Dynamics of Transient Structure in In-Context Linear Regression Transformers
Liam Carroll, Jesse Hoogland, Matthew Farrugia-Roberts, Daniel Murfet
TL;DR
The paper investigates transient structure in transformers trained on in-context linear regression across varying task diversity $M$, showing a progression from ridge-like generalization to dMMSE memorization. It combines joint trajectory PCA to reveal a generalization-memorization axis in function space with a Bayesian-inspired loss/complexity tradeoff based on the local learning coefficient (LLC) to explain the dynamics. The authors replicate the transient ridge phenomenon, identify a task-diversity threshold, and provide empirical LLC-based validation linking development to an evolving balance between accuracy and model complexity. These results offer a principled lens—dynamic internal model selection—for understanding how internal representations in deep networks develop and reorganize under changing data distributions, with implications for generalization and robustness.
Abstract
Modern deep neural networks display striking examples of rich internal computational structure. Uncovering principles governing the development of such structure is a priority for the science of deep learning. In this paper, we explore the transient ridge phenomenon: when transformers are trained on in-context linear regression tasks with intermediate task diversity, they initially behave like ridge regression before specializing to the tasks in their training distribution. This transition from a general solution to a specialized solution is revealed by joint trajectory principal component analysis. Further, we draw on the theory of Bayesian internal model selection to suggest a general explanation for the phenomena of transient structure in transformers, based on an evolving tradeoff between loss and complexity. We empirically validate this explanation by measuring the model complexity of our transformers as defined by the local learning coefficient.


# Work instruction:
Keep every word of the listing and reproduce it exactly, but set aside any image found there.

# Supplied information:
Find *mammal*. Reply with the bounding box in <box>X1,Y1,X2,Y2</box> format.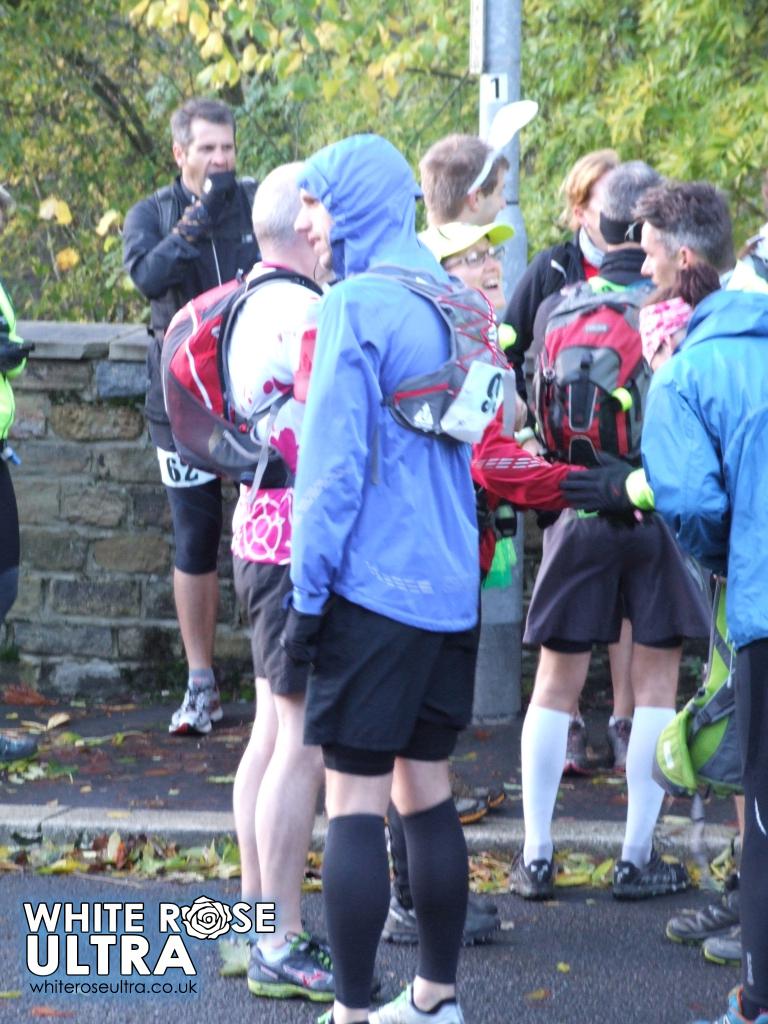
<box>214,173,324,995</box>.
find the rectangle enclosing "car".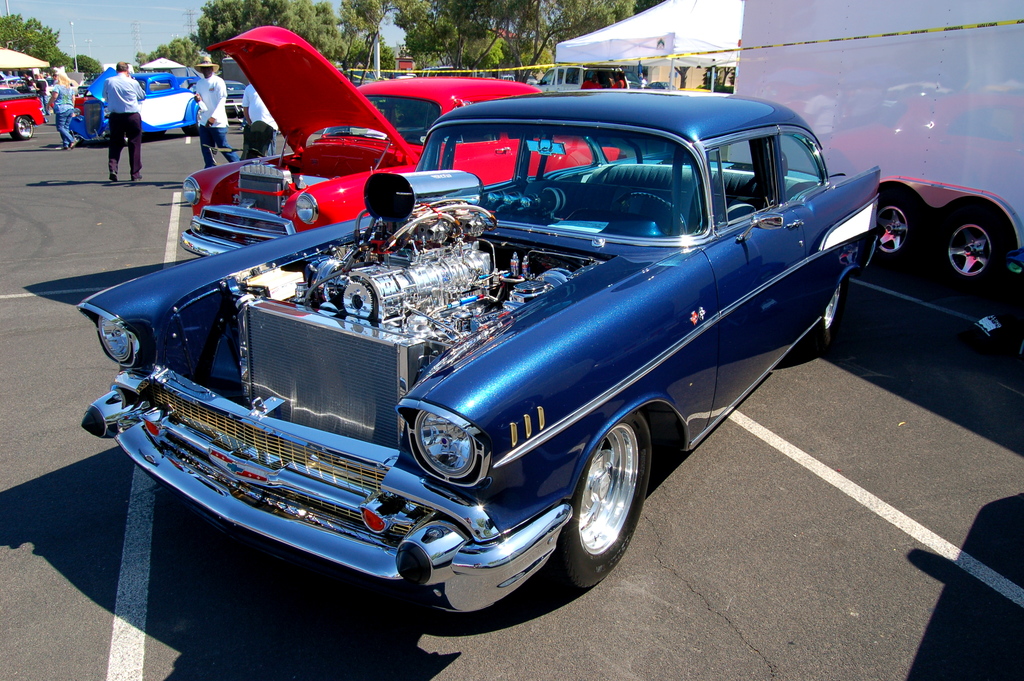
x1=537 y1=60 x2=601 y2=97.
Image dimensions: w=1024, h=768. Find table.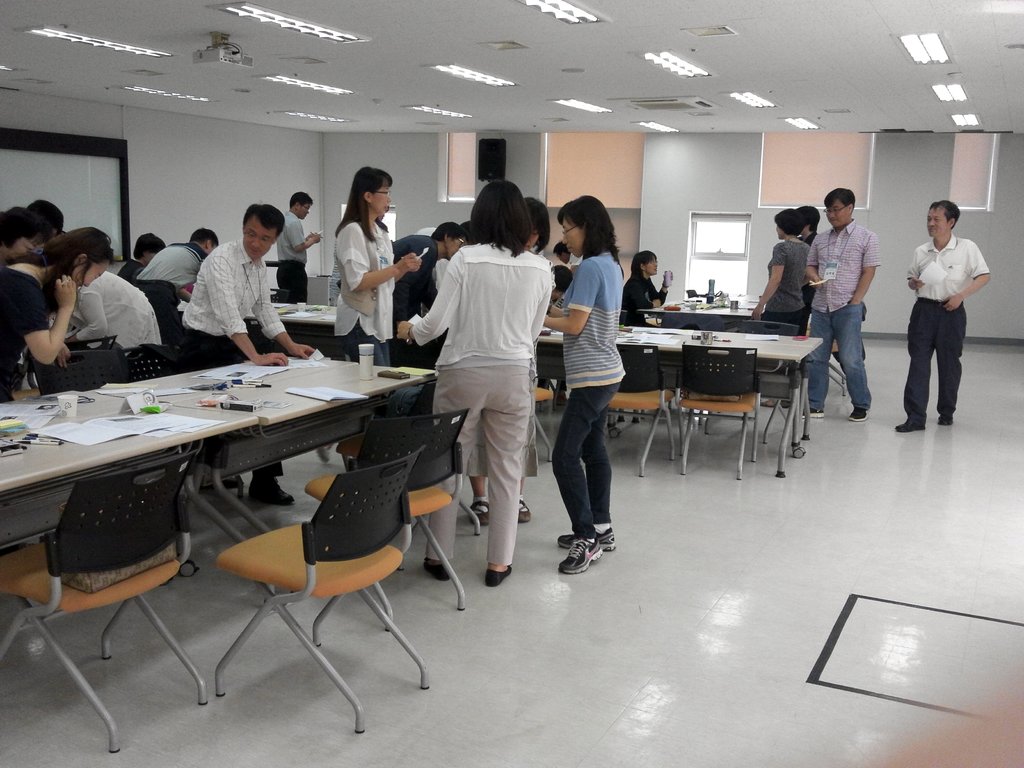
locate(24, 353, 463, 700).
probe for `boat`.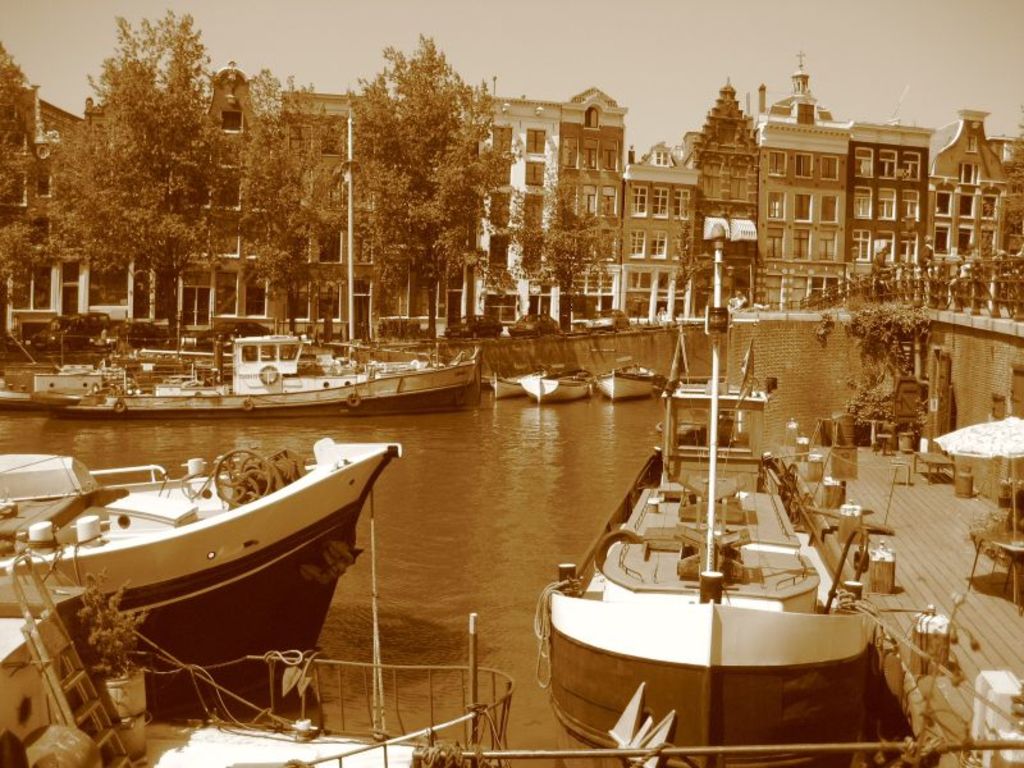
Probe result: [522,376,596,403].
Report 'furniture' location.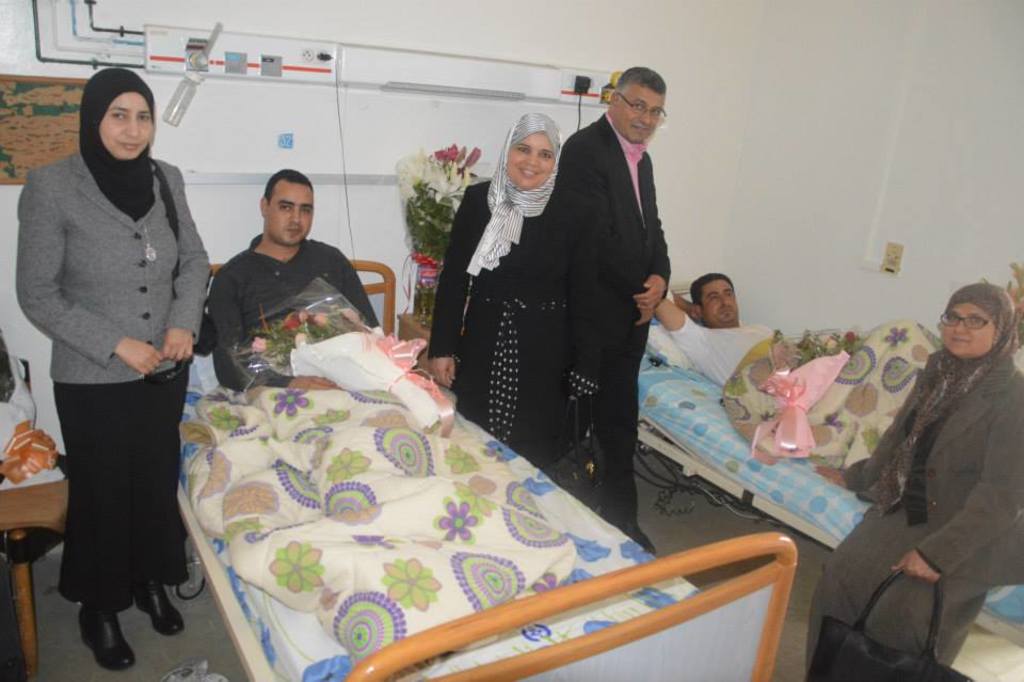
Report: x1=171, y1=250, x2=799, y2=681.
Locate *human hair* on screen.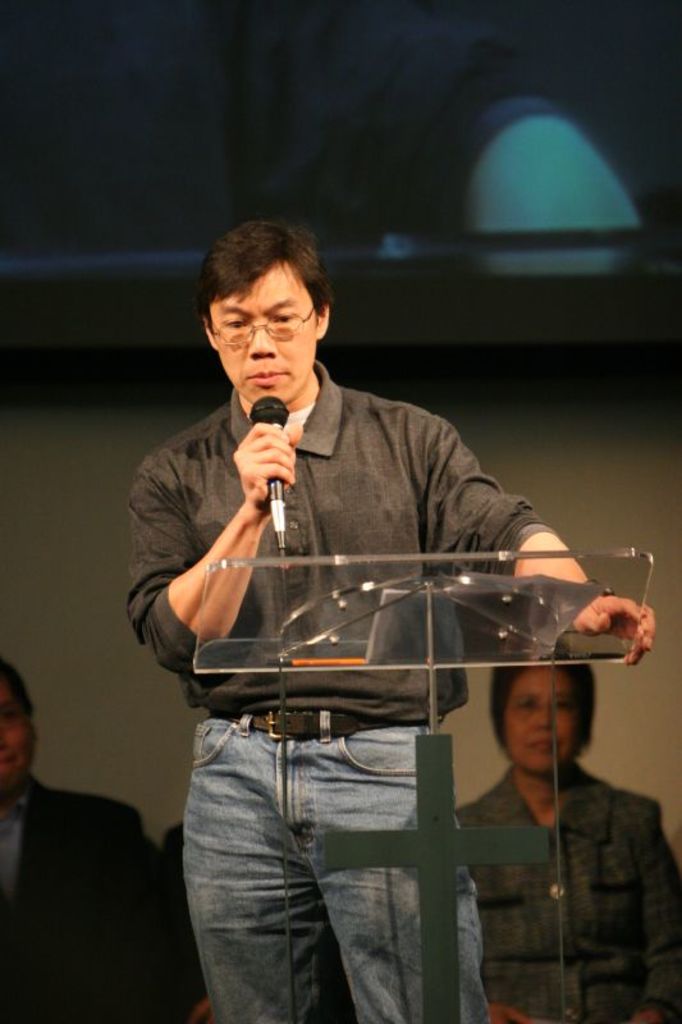
On screen at left=1, top=653, right=36, bottom=708.
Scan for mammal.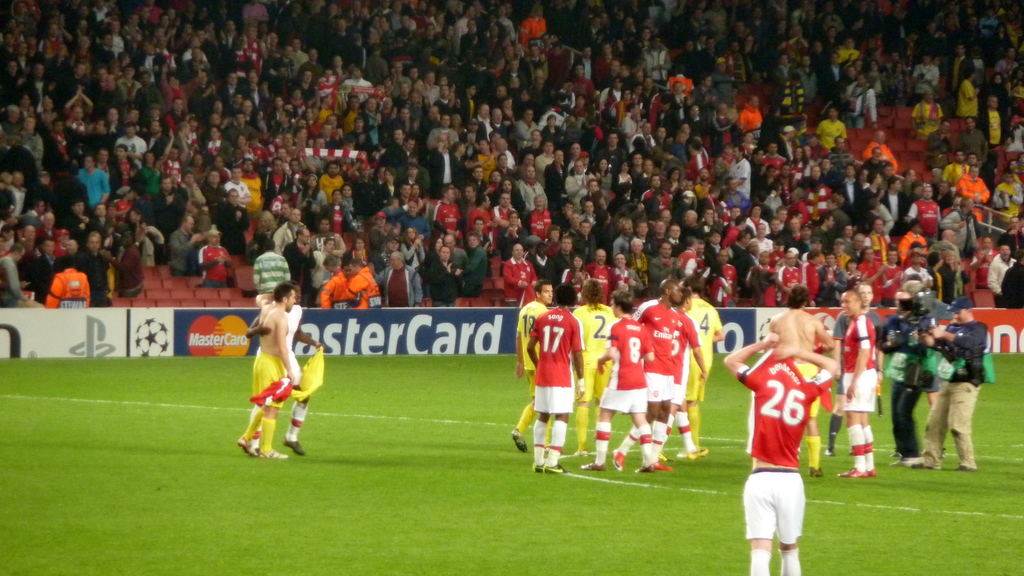
Scan result: box=[245, 280, 326, 454].
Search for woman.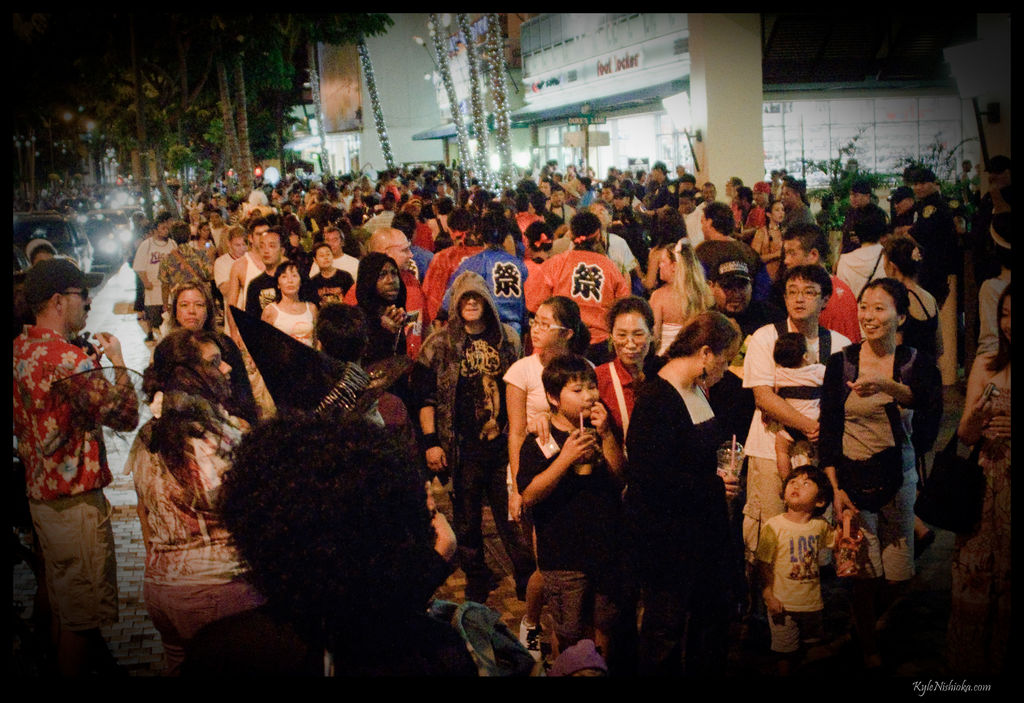
Found at left=877, top=233, right=941, bottom=487.
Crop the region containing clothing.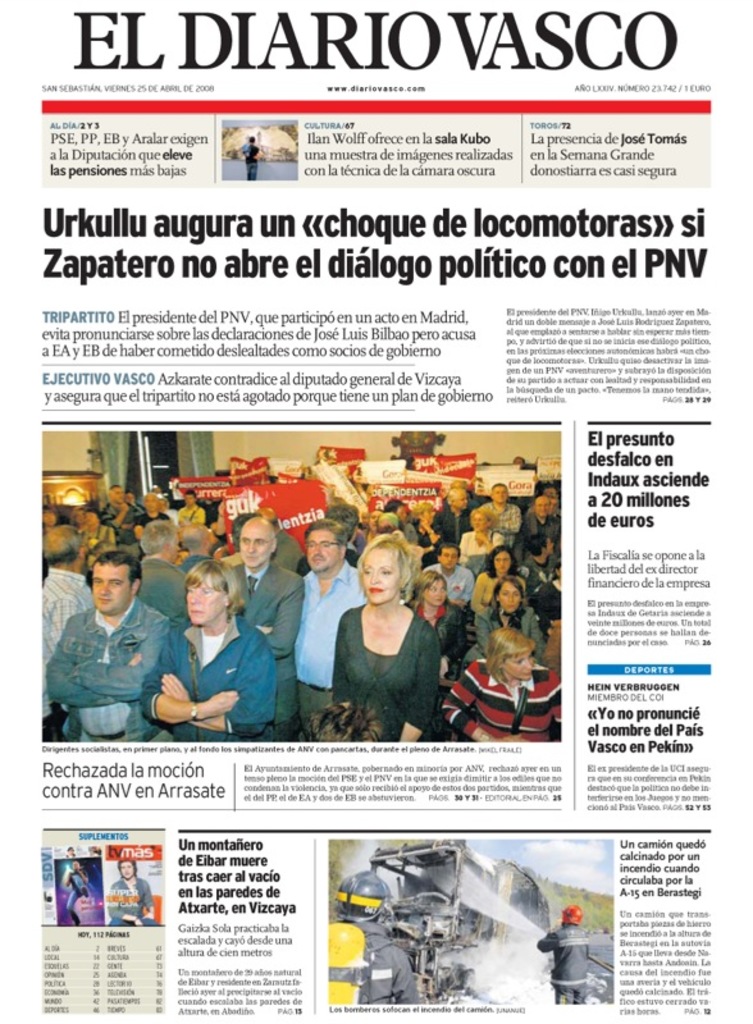
Crop region: 133 557 196 621.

# The answer:
Find *mammal*. Reply with the bounding box in <box>X1,Y1,X2,Y2</box> format.
<box>214,173,324,995</box>.
find the rectangle enclosing "car".
x1=537 y1=60 x2=601 y2=97.
Image dimensions: w=1024, h=768. Find table.
locate(24, 353, 463, 700).
probe for `boat`.
Probe result: [522,376,596,403].
Report 'furniture' location.
Report: x1=171, y1=250, x2=799, y2=681.
Locate *human hair* on screen.
On screen at left=1, top=653, right=36, bottom=708.
Scan for mammal.
Scan result: box=[245, 280, 326, 454].
Search for woman.
Found at left=877, top=233, right=941, bottom=487.
Crop the region containing clothing.
Crop region: 133 557 196 621.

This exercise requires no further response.